Published on 2024-05-12, 499 words
A barnyard allegory about recency bias in system modeling.
The Busy Farmer has a small but efficient all-organic farm. He wants to diversify his business, and he likes having fresh eggs each day, so he buys two dozen hens. Like everything else on his farm, the hens are simple and efficient: he feeds the chickens in the morning and picks up eggs from their coop in the evening. With 24 hens, he consistently gets two dozen eggs a day.
After a couple years, he’s starting to get fewer eggs - only 12 eggs a day instead of 24 - but he’s still spending nearly as much on chicken feed.
Although he is very busy, he decides to spend a day observing his chickens. He sits outside the coop all day, and whenever he sees a hen lay an egg, he ties a ribbon around her leg. At the end of the day, there are 12 eggs, 12 chickens with ribbons, and 12 chickens without ribbons. That evening after dinner, the farmer rounds up the hens without ribbons - the 12 that didn’t lay an egg - and butchers them.
The next day, he feeds the chickens as normal - but with half as much feed - satisfied that he’s improved the efficiency of his farm once again. But, at the end of the day he collects only 6 eggs!
The farmer has a simple system: he provides an input of chicken feed, and the hens produce eggs as an output.
He observes that the system has started to become less efficient - he is providing the same input but getting only 50% of the output. He gathered some information about the inner workings of the system by watching his hens for a day, but ultimately took the wrong action because of an incorrect understanding of how a key component of his system - the flock of hens - degrades over time.
The farmer’s model is that hens can function in two modes:
…and that the system had degraded because half of his hens had become unproductive, while the other half are still fully productive. To improve the efficiency of the system, he just needs to figure out which hens are unproductive and remove them.
In fact, the system’s actual behavior is:
For young healthy hens, the frequency is daily. But, egg-laying gradually slows down as hens age. The farmer did not realize is that every hen in the flock was running at half-productivity! So, removing half of the chickens from his flock did not improve the efficiency of the system, but only reduced his egg production by another 50%.
Credit: the graphics in this post use icons by sbed, delapouite, and Lorc under CC-BY 3.0 license, found on game-icons.net.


EXERCISE DIRECTIONS
Your answer must consist of one number: how many lines in the records contain "annotation".

Items from a figure collection:

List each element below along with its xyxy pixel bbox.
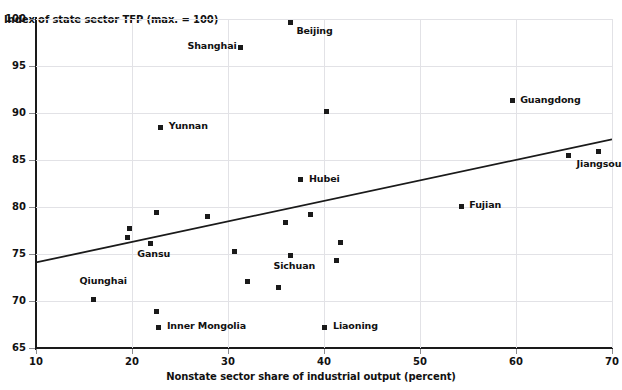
y-axis-tick	[29, 160, 35, 161]
x-axis-tick	[36, 349, 37, 354]
y-axis-tick	[29, 254, 35, 255]
gridline-vertical	[132, 19, 133, 348]
y-axis-tick-label: 90	[2, 108, 26, 118]
data-point	[566, 153, 571, 158]
gridline-horizontal	[36, 207, 612, 208]
data-point-gansu	[148, 241, 153, 246]
data-point-label: Hubei	[309, 173, 340, 184]
data-point	[205, 214, 210, 219]
data-point	[324, 109, 329, 114]
data-point-liaoning	[322, 325, 327, 330]
data-point-guangdong	[510, 98, 515, 103]
gridline-vertical	[228, 19, 229, 348]
y-axis-tick-label: 75	[2, 249, 26, 259]
data-point	[283, 220, 288, 225]
data-point	[308, 212, 313, 217]
y-axis-tick	[29, 66, 35, 67]
data-point	[338, 240, 343, 245]
data-point	[232, 249, 237, 254]
x-axis-tick-label: 20	[117, 356, 147, 367]
gridline-vertical	[612, 19, 613, 348]
gridline-vertical	[516, 19, 517, 348]
data-point-label: Inner Mongolia	[167, 320, 246, 331]
x-axis-title: Nonstate sector share of industrial outp…	[0, 371, 622, 382]
y-axis-tick	[29, 113, 35, 114]
data-point-shanghai	[238, 45, 243, 50]
x-axis-tick-label: 10	[21, 356, 51, 367]
data-point-label: Qiunghai	[80, 275, 127, 286]
data-point-qiunghai	[91, 297, 96, 302]
data-point-yunnan	[158, 125, 163, 130]
x-axis-tick	[612, 349, 613, 354]
data-point	[245, 279, 250, 284]
data-point-label: Fujian	[469, 199, 501, 210]
y-axis-tick	[29, 301, 35, 302]
data-point-inner-mongolia	[156, 325, 161, 330]
data-point-label: Jiangsou	[577, 158, 622, 169]
y-axis-tick-label: 95	[2, 61, 26, 71]
y-axis-tick	[29, 19, 35, 20]
data-point	[334, 258, 339, 263]
data-point-label: Sichuan	[273, 260, 315, 271]
gridline-horizontal	[36, 160, 612, 161]
gridline-horizontal	[36, 254, 612, 255]
x-axis-tick-label: 70	[597, 356, 622, 367]
plot-area: BeijingShanghaiGuangdongYunnanJiangsouHu…	[36, 19, 612, 348]
data-point-beijing	[288, 20, 293, 25]
scatter-chart: Index of state sector TFP (max. = 100) B…	[0, 0, 622, 390]
data-point-label: Beijing	[296, 25, 332, 36]
data-point-label: Guangdong	[520, 94, 581, 105]
data-point-label: Gansu	[137, 248, 170, 259]
x-axis-tick	[420, 349, 421, 354]
y-axis-tick-label: 80	[2, 202, 26, 212]
y-axis-tick-label: 85	[2, 155, 26, 165]
x-axis-tick	[228, 349, 229, 354]
data-point	[154, 210, 159, 215]
data-point	[154, 309, 159, 314]
data-point	[125, 235, 130, 240]
y-axis-tick-label: 65	[2, 343, 26, 353]
data-point-jiangsou	[596, 149, 601, 154]
x-axis-tick	[132, 349, 133, 354]
x-axis-tick	[516, 349, 517, 354]
x-axis-tick-label: 60	[501, 356, 531, 367]
x-axis-tick-label: 40	[309, 356, 339, 367]
x-axis-tick-label: 30	[213, 356, 243, 367]
gridline-horizontal	[36, 19, 612, 20]
y-axis-tick	[29, 207, 35, 208]
gridline-horizontal	[36, 301, 612, 302]
x-axis-tick-label: 50	[405, 356, 435, 367]
y-axis-tick	[29, 348, 35, 349]
gridline-horizontal	[36, 66, 612, 67]
x-axis-tick	[324, 349, 325, 354]
data-point-label: Shanghai	[187, 40, 236, 51]
y-axis-tick-label: 100	[2, 14, 26, 24]
data-point-fujian	[459, 204, 464, 209]
data-point-hubei	[298, 177, 303, 182]
data-point	[127, 226, 132, 231]
gridline-vertical	[420, 19, 421, 348]
y-axis-tick-label: 70	[2, 296, 26, 306]
data-point-sichuan	[288, 253, 293, 258]
data-point-label: Liaoning	[333, 320, 378, 331]
data-point	[276, 285, 281, 290]
data-point-label: Yunnan	[169, 120, 208, 131]
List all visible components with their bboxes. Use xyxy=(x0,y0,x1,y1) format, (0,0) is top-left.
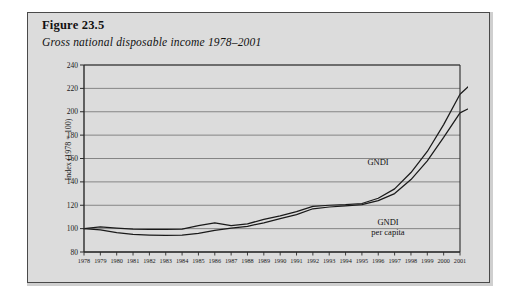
y-axis-label: Index (1978 = 100) xyxy=(64,90,73,210)
svg-text:1980: 1980 xyxy=(111,257,123,264)
chart-container: Index (1978 = 100) 801001201401601802002… xyxy=(48,57,468,279)
svg-text:1998: 1998 xyxy=(405,257,417,264)
svg-text:240: 240 xyxy=(67,61,79,70)
svg-text:1983: 1983 xyxy=(160,257,172,264)
svg-text:2001: 2001 xyxy=(454,257,466,264)
svg-text:1999: 1999 xyxy=(421,257,433,264)
svg-text:1992: 1992 xyxy=(307,257,319,264)
svg-text:1987: 1987 xyxy=(225,257,237,264)
svg-text:1989: 1989 xyxy=(258,257,270,264)
svg-text:1981: 1981 xyxy=(127,257,139,264)
svg-text:1978: 1978 xyxy=(78,257,90,264)
svg-text:1990: 1990 xyxy=(274,257,286,264)
svg-text:1994: 1994 xyxy=(339,257,351,264)
series-label-gndi-per-capita: GNDI per capita xyxy=(364,218,412,237)
svg-text:100: 100 xyxy=(67,224,79,233)
svg-text:1997: 1997 xyxy=(388,257,400,264)
line-chart: 80100120140160180200220240 1978197919801… xyxy=(48,57,468,279)
svg-text:1988: 1988 xyxy=(241,257,253,264)
figure-number-label: Figure 23.5 xyxy=(42,18,104,33)
svg-text:1979: 1979 xyxy=(94,257,106,264)
figure-box: Figure 23.5 Gross national disposable in… xyxy=(27,12,490,283)
svg-text:2000: 2000 xyxy=(437,257,449,264)
svg-text:80: 80 xyxy=(71,248,79,257)
svg-text:1982: 1982 xyxy=(143,257,155,264)
svg-text:1996: 1996 xyxy=(372,257,384,264)
svg-text:1984: 1984 xyxy=(176,257,188,264)
svg-text:1985: 1985 xyxy=(192,257,204,264)
svg-text:1995: 1995 xyxy=(356,257,368,264)
series-label-gndi: GNDI xyxy=(356,158,400,168)
figure-page: Figure 23.5 Gross national disposable in… xyxy=(0,0,516,298)
svg-text:1986: 1986 xyxy=(209,257,221,264)
x-axis-tick-labels: 1978197919801981198219831984198519861987… xyxy=(78,257,466,264)
figure-title: Gross national disposable income 1978–20… xyxy=(42,36,261,48)
svg-text:1993: 1993 xyxy=(323,257,335,264)
svg-text:1991: 1991 xyxy=(290,257,302,264)
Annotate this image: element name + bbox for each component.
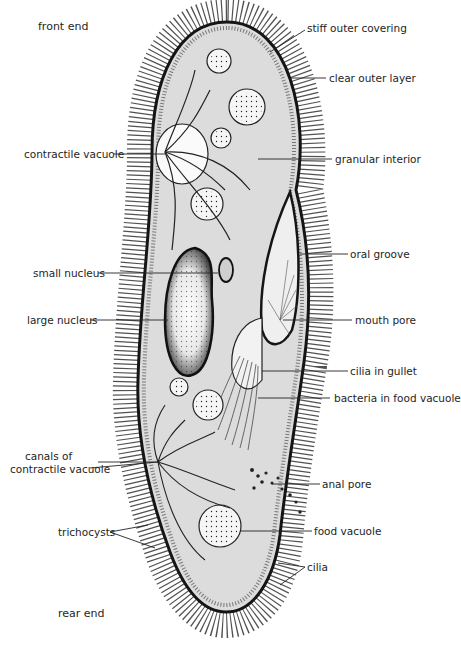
label-rear-end: rear end (58, 608, 105, 620)
label-front-end: front end (38, 21, 88, 33)
label-granular-interior: granular interior (335, 153, 421, 165)
label-anal-pore: anal pore (322, 478, 371, 490)
label-oral-groove: oral groove (350, 248, 410, 260)
small-nucleus-shape (219, 258, 233, 282)
label-food-vacuole: food vacuole (314, 525, 381, 537)
label-trichocysts: trichocysts (58, 526, 115, 538)
label-contractile-vacuole: contractile vacuole (24, 148, 124, 160)
label-large-nucleus: large nucleus (27, 314, 98, 326)
label-canals-of: canals of (25, 450, 72, 462)
label-small-nucleus: small nucleus (33, 267, 105, 279)
label-stiff-outer-covering: stiff outer covering (307, 22, 407, 34)
label-cilia: cilia (307, 561, 328, 573)
label-cilia-in-gullet: cilia in gullet (350, 365, 417, 377)
label-bacteria-in-food-vacuole: bacteria in food vacuole (334, 392, 461, 404)
label-mouth-pore: mouth pore (355, 314, 416, 326)
label-clear-outer-layer: clear outer layer (329, 72, 416, 84)
label-contractile-vacuole-canals: contractile vacuole (10, 463, 110, 475)
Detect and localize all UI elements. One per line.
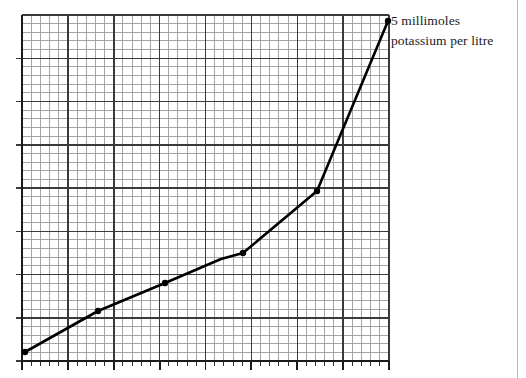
line-chart-graph-paper: [0, 0, 526, 378]
annotation-line-1: 5 millimoles: [391, 11, 523, 31]
figure-page: 5 millimoles potassium per litre: [0, 0, 526, 378]
axis-ticks: [22, 361, 389, 370]
curve-annotation: 5 millimoles potassium per litre: [391, 11, 523, 50]
annotation-line-2: potassium per litre: [391, 31, 523, 51]
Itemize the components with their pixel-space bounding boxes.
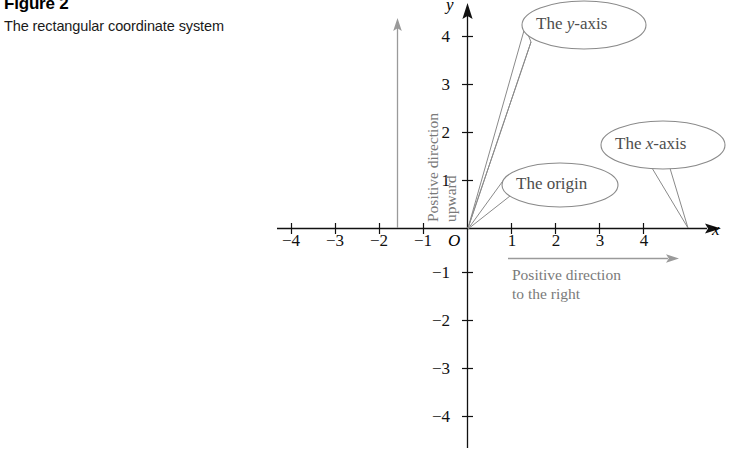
y-tick-label-3: 3 bbox=[428, 75, 450, 95]
y-tick-label-4: 4 bbox=[428, 27, 450, 47]
positive-direction-up-arrow bbox=[393, 18, 402, 228]
x-tick-label-3: 3 bbox=[580, 231, 620, 251]
y-tick-label--4: −4 bbox=[418, 407, 450, 427]
callout-x-prefix: The bbox=[615, 134, 646, 153]
x-tick-label-2: 2 bbox=[536, 231, 576, 251]
y-tick-label--3: −3 bbox=[418, 359, 450, 379]
positive-direction-right-line1: Positive direction bbox=[512, 266, 621, 284]
y-tick-label--1: −1 bbox=[418, 263, 450, 283]
x-axis-callout-label: The x-axis bbox=[615, 134, 686, 154]
x-tick-label-1: 1 bbox=[492, 231, 532, 251]
callout-y-prefix: The bbox=[536, 14, 567, 33]
origin-callout-balloon bbox=[468, 163, 618, 229]
coordinate-plane bbox=[0, 0, 741, 454]
coordinate-system-svg bbox=[0, 0, 741, 454]
y-tick-label--2: −2 bbox=[418, 311, 450, 331]
origin-callout-label: The origin bbox=[516, 174, 587, 194]
positive-direction-upward-line2: upward bbox=[442, 176, 460, 223]
positive-direction-right-line2: to the right bbox=[512, 285, 580, 303]
x-tick-label--3: −3 bbox=[315, 231, 355, 251]
x-tick-label--4: −4 bbox=[271, 231, 311, 251]
x-tick-label--2: −2 bbox=[359, 231, 399, 251]
callout-x-suffix: -axis bbox=[653, 134, 686, 153]
y-axis-name-label: y bbox=[446, 0, 454, 15]
x-tick-label-4: 4 bbox=[624, 231, 664, 251]
positive-direction-upward-line1: Positive direction bbox=[424, 113, 442, 222]
callout-y-suffix: -axis bbox=[574, 14, 607, 33]
x-tick-label--1: −1 bbox=[403, 231, 443, 251]
positive-direction-right-arrow bbox=[508, 254, 679, 263]
origin-label: O bbox=[448, 231, 460, 251]
y-axis-callout-label: The y-axis bbox=[536, 14, 607, 34]
x-axis-name-label: x bbox=[712, 220, 720, 240]
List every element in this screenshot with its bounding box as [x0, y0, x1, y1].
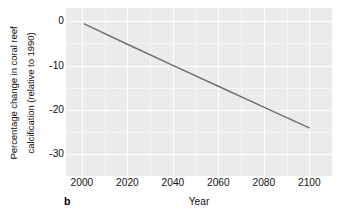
x-axis-tick-label: 2060 — [207, 178, 230, 188]
x-axis-tick-label: 2000 — [71, 178, 94, 188]
panel-label: b — [64, 195, 70, 207]
figure-panel-b: Percentage change in coral reef calcific… — [0, 0, 349, 222]
y-axis-tick-label: -30 — [38, 149, 64, 159]
y-axis-tick-label: 0 — [38, 16, 64, 26]
y-axis-tick-label: -20 — [38, 105, 64, 115]
y-axis-tick-label: -10 — [38, 61, 64, 71]
x-axis-tick-label: 2100 — [298, 178, 321, 188]
x-axis-tick-label: 2080 — [252, 178, 275, 188]
data-series-line — [66, 8, 332, 176]
x-axis-title: Year — [66, 196, 332, 207]
x-axis-tick-labels: 200020202040206020802100 — [0, 178, 349, 192]
plot-area — [66, 8, 332, 176]
y-axis-title-line-2: calcification (relative to 1990) — [25, 32, 36, 153]
y-axis-title-line-1: Percentage change in coral reef — [8, 27, 19, 160]
x-axis-tick-label: 2020 — [116, 178, 139, 188]
x-axis-tick-label: 2040 — [162, 178, 185, 188]
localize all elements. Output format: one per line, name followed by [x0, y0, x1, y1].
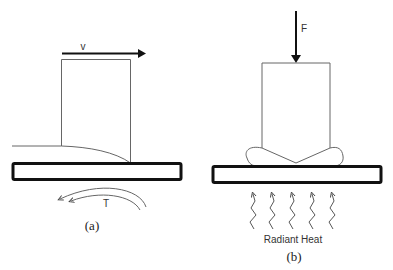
force-label: F [301, 23, 307, 34]
radiant-heat-arrows-icon [250, 194, 335, 229]
substrate-plate-b [213, 167, 381, 183]
panel-b: F Radiant Heat (b) [213, 11, 381, 264]
torque-label: T [103, 198, 109, 209]
radiant-heat-label: Radiant Heat [264, 234, 323, 245]
caption-a: (a) [85, 218, 99, 233]
velocity-arrow-icon [62, 49, 146, 58]
tool-block-a [62, 60, 131, 164]
deposit-profile [12, 146, 131, 163]
flash-bulge [246, 147, 343, 166]
caption-b: (b) [286, 249, 301, 264]
diagram-canvas: v T (a) [0, 0, 393, 270]
substrate-plate-a [13, 164, 181, 180]
force-arrow-icon [291, 11, 301, 63]
tool-block-b [262, 63, 330, 148]
panel-a: v T (a) [12, 41, 181, 233]
velocity-label: v [81, 41, 86, 52]
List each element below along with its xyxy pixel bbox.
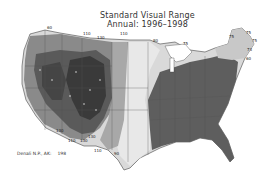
svg-text:110: 110: [120, 31, 128, 36]
svg-text:73: 73: [247, 47, 253, 52]
denali-value: 198: [57, 151, 66, 156]
svg-text:130: 130: [97, 35, 105, 40]
svg-text:130: 130: [80, 138, 88, 143]
svg-text:90: 90: [114, 151, 120, 156]
svg-text:75: 75: [252, 38, 258, 43]
visual-range-map-figure: Standard Visual Range Annual: 1996–1998: [0, 0, 267, 182]
denali-label: Denali N.P., AK:: [17, 151, 51, 156]
svg-text:110: 110: [68, 138, 76, 143]
svg-text:110: 110: [94, 148, 102, 153]
svg-text:75: 75: [246, 30, 252, 35]
svg-text:130: 130: [88, 134, 96, 139]
denali-inset-label: Denali N.P., AK:198: [17, 151, 66, 156]
lake-michigan: [170, 58, 174, 72]
svg-text:130: 130: [56, 128, 64, 133]
svg-text:110: 110: [83, 31, 91, 36]
svg-text:60: 60: [47, 25, 53, 30]
svg-text:75: 75: [229, 34, 235, 39]
svg-text:80: 80: [153, 38, 159, 43]
svg-text:75: 75: [183, 41, 189, 46]
svg-text:60: 60: [246, 56, 252, 61]
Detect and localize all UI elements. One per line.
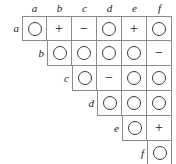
circle-icon [53, 46, 67, 60]
matrix-cell-bc [72, 41, 97, 66]
plus-icon: + [55, 22, 63, 36]
plus-icon: + [130, 22, 138, 36]
column-header-c: c [72, 1, 97, 15]
minus-icon: − [155, 46, 163, 60]
matrix-cell-de [122, 91, 147, 116]
circle-icon [152, 96, 166, 110]
circle-icon [127, 71, 141, 85]
matrix-cell-ac: − [72, 16, 97, 41]
circle-icon [103, 96, 117, 110]
plus-icon: + [155, 121, 163, 135]
column-header-b: b [47, 1, 72, 15]
matrix-cell-cf [147, 66, 172, 91]
circle-icon [78, 71, 92, 85]
minus-icon: − [80, 22, 88, 36]
row-header-b: b [27, 41, 47, 66]
row-header-c: c [52, 66, 72, 91]
symbol-matrix-figure: abcdefa+−+b−c−de+f [0, 0, 176, 164]
matrix-cell-df [147, 91, 172, 116]
matrix-cell-cd: − [97, 66, 122, 91]
column-header-d: d [97, 1, 122, 15]
matrix-cell-cc [72, 66, 97, 91]
circle-icon [152, 22, 166, 36]
row-header-a: a [2, 16, 22, 41]
circle-icon [153, 146, 167, 160]
matrix-cell-ab: + [47, 16, 72, 41]
column-header-f: f [147, 1, 172, 15]
minus-icon: − [105, 71, 113, 85]
matrix-cell-bd [97, 41, 122, 66]
row-header-d: d [77, 91, 97, 116]
matrix-cell-ce [122, 66, 147, 91]
circle-icon [152, 71, 166, 85]
matrix-cell-aa [22, 16, 47, 41]
matrix-cell-ee [122, 116, 147, 141]
matrix-cell-bf: − [147, 41, 172, 66]
matrix-cell-bb [47, 41, 72, 66]
matrix-cell-ef: + [147, 116, 172, 141]
circle-icon [102, 46, 116, 60]
matrix-cell-af [147, 16, 172, 41]
circle-icon [127, 96, 141, 110]
row-header-f: f [127, 141, 147, 164]
column-header-a: a [22, 1, 47, 15]
matrix-cell-dd [97, 91, 122, 116]
column-header-e: e [122, 1, 147, 15]
circle-icon [28, 22, 42, 36]
row-header-e: e [102, 116, 122, 141]
circle-icon [102, 22, 116, 36]
matrix-cell-ae: + [122, 16, 147, 41]
circle-icon [128, 121, 142, 135]
circle-icon [77, 46, 91, 60]
circle-icon [127, 46, 141, 60]
matrix-cell-ff [147, 141, 172, 164]
matrix-cell-be [122, 41, 147, 66]
matrix-cell-ad [97, 16, 122, 41]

ANSWER TO THIS EXERCISE
3